It can be a little too easy sometimes for critics of the Catholic Movement to say that we are backward looking, and always harking after a time gone by; looking back to the church of the past with rose-tinted spectacles and longing for the ‘good old days.’ Even the name we are sometimes forced to use, traditional catholics, suggests a desire to return to the past rather than engage with the future. We of course understand ourselves simply to be catholics. We know that this portrayal of our movement as backward looking is not true, nor has it ever been true of the Catholic Movement. The likes of Fr Lowder and Fr Mackonochie did not look at the church of their day with a desire to return it to some golden age. Rather they looked at the church and they recognized that it was not all that it should be—it was not living out its catholic and apostolic life to the full, and they sought to remedy this. They worked to deepen people’s understanding of the sacraments and the life of the church, as well as to alleviate suffering through acts of mercy. They recognized the transforming power of the catholic faith and set about not only converting individuals, and the communities in which they ministered, but also carrying out that work of calling the whole of the Church of England to deepen its corporate understanding of itself as a catholic church. This remains our task as a movement today, to see how we can call individuals, communities, and the whole Church of England back to an understanding of what it is to be a catholic Christian. We don’t do this alone, of course, we do this with the universal Church as our guide and our companion. Our aim continues to be, as it always was, to seek deeper unity with our brother and sister Christians. 

The founders of our movement and the first pioneer priests understood the need to take risks. They saw that the church was not all that it could be and they set about discerning a way to transform it. In the Church of England today we also need to have a bold vision of how we will help churches and the Church of England as a whole rediscover their true catholic identity. We, just like those first priests of the Catholic Movement, understand the power of the sacraments, pastoral care, sound teaching and the power of the liturgy. These four areas are the bedrock of what might be called catholic evangelization. They remain our focus today as we seek to find new ways to engage with the communities in which we serve. We must not believe the claim, often made implicitly rather than explicitly, that it is only evangelical churches that have the answer when it comes to mission and evangelization. There is a danger that the Church of England will slip into a ‘one size fits all’ mentality where it is only large evangelical groups that are entrusted with church planting and evangelism. In order for us to be taken seriously, we must take seriously the work of church planting and grafting, as well as all of the other works of evangelism. Catholic parishes are already developing as resource parishes and there are church plants and new worshipping communities springing up and growing. The priests of the 19th and early 20th centuries were willing to take great risks in order to build the Kingdom of God in their day. They took the chance of starting religious communities, of fighting for adequate housing for their parishioners, in building educational establishments, and not being afraid to challenge authority. We can learn from their zeal but we need to think in a focussed away about what it is the Church of England needs here and now if she is to rediscover that catholic identity and if her catholic witness is to grow and flourish in the years to come. What is clear is that this continues to be our vocation in the Church of England. It is a vocation we must embrace and hold on to as we move forward in faith together.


*DIRECTIONS*. Every line of the data that contains the string "idee" must be copied.

*** Opening SOURCE MATERIAL ***

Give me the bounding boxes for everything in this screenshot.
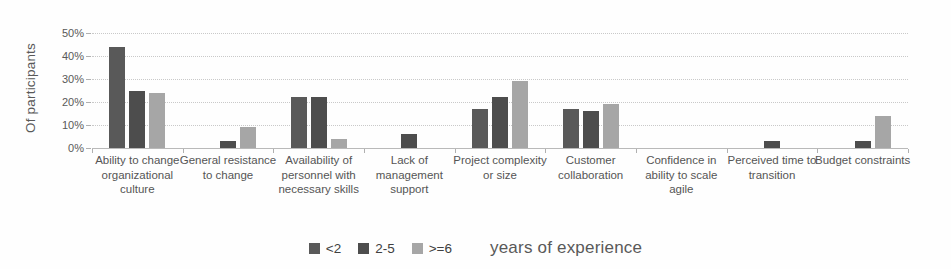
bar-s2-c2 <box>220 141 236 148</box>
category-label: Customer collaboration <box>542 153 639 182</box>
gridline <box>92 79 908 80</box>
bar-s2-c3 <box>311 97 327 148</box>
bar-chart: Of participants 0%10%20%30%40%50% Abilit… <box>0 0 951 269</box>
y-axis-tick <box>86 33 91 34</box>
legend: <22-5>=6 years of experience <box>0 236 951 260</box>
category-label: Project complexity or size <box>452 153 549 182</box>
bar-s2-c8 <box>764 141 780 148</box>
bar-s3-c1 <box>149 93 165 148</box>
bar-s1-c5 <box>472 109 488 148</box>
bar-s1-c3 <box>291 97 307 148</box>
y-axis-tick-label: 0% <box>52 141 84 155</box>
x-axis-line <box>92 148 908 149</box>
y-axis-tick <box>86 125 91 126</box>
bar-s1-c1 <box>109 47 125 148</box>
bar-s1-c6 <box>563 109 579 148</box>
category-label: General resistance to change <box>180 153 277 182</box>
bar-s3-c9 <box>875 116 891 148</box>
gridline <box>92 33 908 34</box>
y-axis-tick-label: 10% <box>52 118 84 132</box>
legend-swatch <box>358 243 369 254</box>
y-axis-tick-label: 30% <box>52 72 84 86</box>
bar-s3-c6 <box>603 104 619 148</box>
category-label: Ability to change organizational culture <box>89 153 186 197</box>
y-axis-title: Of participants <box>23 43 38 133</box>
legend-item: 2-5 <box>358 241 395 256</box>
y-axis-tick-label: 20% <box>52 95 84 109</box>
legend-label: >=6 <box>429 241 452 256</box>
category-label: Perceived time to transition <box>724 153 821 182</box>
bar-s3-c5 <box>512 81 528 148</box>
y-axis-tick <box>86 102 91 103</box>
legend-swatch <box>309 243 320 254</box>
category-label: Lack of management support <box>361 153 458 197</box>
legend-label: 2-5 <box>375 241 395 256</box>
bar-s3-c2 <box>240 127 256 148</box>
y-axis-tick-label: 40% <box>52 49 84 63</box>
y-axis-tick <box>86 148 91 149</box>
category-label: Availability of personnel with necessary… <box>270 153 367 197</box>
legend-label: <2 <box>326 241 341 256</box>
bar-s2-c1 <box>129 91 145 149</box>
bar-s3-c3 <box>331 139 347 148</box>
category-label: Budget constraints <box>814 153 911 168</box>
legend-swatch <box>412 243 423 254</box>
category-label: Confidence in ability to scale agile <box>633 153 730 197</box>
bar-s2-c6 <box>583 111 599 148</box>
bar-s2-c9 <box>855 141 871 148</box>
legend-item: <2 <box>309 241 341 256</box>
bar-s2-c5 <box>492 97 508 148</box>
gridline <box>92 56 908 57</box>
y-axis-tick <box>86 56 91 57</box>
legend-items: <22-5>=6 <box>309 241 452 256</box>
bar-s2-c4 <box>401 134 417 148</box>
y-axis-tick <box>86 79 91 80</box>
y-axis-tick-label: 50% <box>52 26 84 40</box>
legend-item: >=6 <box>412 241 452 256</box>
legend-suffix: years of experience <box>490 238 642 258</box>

*** Closing SOURCE MATERIAL ***
*** Opening SOURCE MATERIAL ***

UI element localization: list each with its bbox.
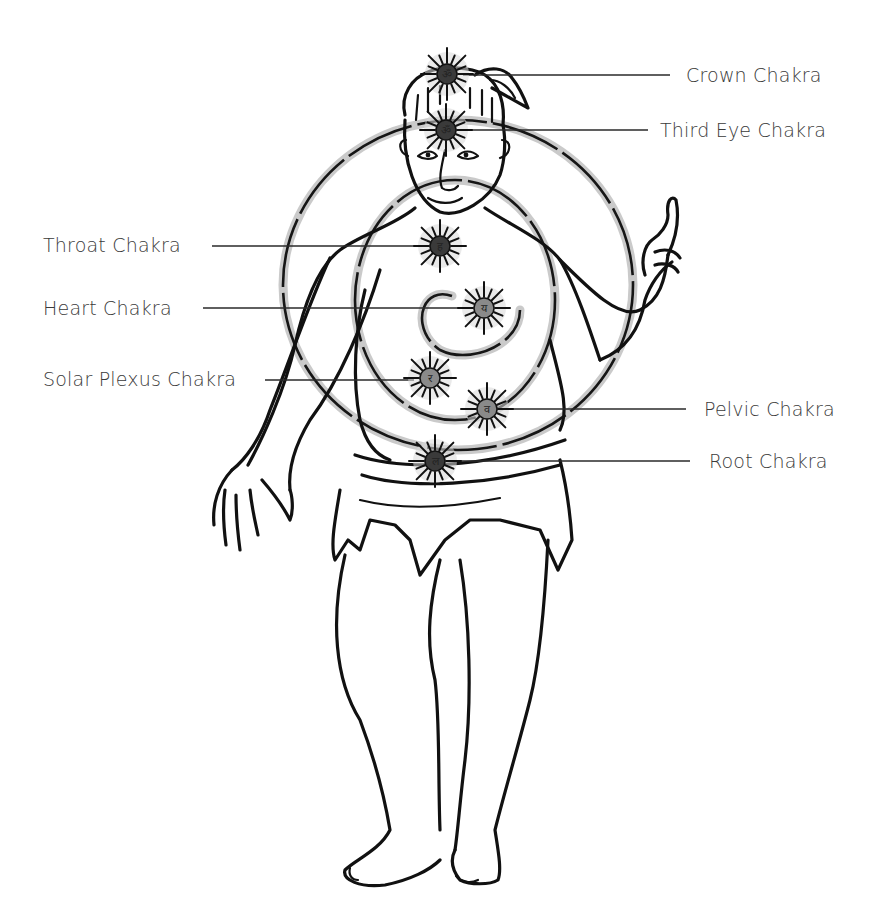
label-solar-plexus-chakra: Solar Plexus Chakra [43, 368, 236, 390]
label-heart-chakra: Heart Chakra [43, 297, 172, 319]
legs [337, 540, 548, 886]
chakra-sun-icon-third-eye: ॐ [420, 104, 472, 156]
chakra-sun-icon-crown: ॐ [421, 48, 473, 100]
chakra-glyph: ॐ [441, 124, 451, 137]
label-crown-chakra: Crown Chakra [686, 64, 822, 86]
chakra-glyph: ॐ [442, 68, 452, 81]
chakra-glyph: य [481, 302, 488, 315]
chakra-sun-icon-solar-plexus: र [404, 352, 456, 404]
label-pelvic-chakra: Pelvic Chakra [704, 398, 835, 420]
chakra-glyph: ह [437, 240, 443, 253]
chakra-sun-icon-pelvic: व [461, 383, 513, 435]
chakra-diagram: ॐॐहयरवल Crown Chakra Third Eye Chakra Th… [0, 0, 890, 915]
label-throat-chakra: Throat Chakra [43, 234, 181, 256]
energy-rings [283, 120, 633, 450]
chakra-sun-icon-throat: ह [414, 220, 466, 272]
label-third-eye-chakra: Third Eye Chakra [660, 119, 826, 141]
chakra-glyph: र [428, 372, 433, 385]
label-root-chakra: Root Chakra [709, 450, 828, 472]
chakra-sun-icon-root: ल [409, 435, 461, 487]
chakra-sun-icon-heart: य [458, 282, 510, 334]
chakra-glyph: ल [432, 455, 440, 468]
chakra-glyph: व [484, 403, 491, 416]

*** Closing SOURCE MATERIAL ***
*** Opening SOURCE MATERIAL ***

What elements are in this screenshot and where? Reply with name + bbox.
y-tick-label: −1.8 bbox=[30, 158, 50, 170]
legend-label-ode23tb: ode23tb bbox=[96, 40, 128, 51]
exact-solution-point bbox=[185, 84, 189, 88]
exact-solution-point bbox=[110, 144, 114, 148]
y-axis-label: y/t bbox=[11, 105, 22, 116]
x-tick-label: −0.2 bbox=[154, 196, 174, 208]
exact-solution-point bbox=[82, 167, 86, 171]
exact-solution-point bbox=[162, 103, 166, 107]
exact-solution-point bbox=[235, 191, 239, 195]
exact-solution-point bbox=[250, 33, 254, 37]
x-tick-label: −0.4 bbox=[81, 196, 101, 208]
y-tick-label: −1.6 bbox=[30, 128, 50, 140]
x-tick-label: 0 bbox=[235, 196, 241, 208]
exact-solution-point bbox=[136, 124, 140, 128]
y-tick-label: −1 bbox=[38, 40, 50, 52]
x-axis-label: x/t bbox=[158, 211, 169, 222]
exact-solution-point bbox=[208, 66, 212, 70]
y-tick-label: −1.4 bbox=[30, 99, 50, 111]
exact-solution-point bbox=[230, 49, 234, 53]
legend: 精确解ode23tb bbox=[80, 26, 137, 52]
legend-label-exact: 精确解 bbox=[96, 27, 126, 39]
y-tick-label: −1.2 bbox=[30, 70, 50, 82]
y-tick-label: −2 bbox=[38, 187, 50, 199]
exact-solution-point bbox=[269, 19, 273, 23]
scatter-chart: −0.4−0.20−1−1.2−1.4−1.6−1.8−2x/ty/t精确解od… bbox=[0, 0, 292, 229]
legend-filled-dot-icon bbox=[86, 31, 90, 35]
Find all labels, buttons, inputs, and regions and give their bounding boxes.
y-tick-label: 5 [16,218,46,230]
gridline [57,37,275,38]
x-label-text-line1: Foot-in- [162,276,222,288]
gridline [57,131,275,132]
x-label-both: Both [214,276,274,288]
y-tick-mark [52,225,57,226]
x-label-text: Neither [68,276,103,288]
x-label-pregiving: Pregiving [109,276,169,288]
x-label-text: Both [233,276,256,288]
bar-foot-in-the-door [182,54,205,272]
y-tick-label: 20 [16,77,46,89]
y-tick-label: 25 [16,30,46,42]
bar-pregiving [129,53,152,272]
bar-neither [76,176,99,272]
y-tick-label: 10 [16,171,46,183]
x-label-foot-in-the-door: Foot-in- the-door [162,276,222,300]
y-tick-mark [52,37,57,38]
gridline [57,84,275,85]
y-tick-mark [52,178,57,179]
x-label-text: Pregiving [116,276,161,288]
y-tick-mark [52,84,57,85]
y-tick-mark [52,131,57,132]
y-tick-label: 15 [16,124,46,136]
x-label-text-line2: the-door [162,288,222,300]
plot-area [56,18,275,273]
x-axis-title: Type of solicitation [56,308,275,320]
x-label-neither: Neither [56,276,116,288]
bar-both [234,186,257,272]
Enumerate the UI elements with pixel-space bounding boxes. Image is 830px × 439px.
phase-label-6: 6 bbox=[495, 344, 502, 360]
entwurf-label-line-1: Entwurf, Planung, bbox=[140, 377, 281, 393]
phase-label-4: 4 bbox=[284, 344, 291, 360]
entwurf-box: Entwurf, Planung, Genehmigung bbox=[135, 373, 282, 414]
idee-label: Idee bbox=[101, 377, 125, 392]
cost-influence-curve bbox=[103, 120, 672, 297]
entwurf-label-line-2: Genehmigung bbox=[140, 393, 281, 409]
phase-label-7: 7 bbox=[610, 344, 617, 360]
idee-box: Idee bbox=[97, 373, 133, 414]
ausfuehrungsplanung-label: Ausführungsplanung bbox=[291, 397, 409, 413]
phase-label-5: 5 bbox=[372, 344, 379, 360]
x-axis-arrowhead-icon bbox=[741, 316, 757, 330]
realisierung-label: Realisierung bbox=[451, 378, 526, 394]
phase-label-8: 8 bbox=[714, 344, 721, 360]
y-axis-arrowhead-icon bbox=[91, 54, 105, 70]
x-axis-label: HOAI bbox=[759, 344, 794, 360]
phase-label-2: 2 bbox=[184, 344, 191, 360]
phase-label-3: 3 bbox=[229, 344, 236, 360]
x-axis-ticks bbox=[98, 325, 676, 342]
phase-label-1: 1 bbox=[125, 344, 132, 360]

*** Closing SOURCE MATERIAL ***

*SOLUTION FOR THIS TASK*.
idee-label: Idee bbox=[101, 377, 125, 392]
idee-box: Idee bbox=[97, 373, 133, 414]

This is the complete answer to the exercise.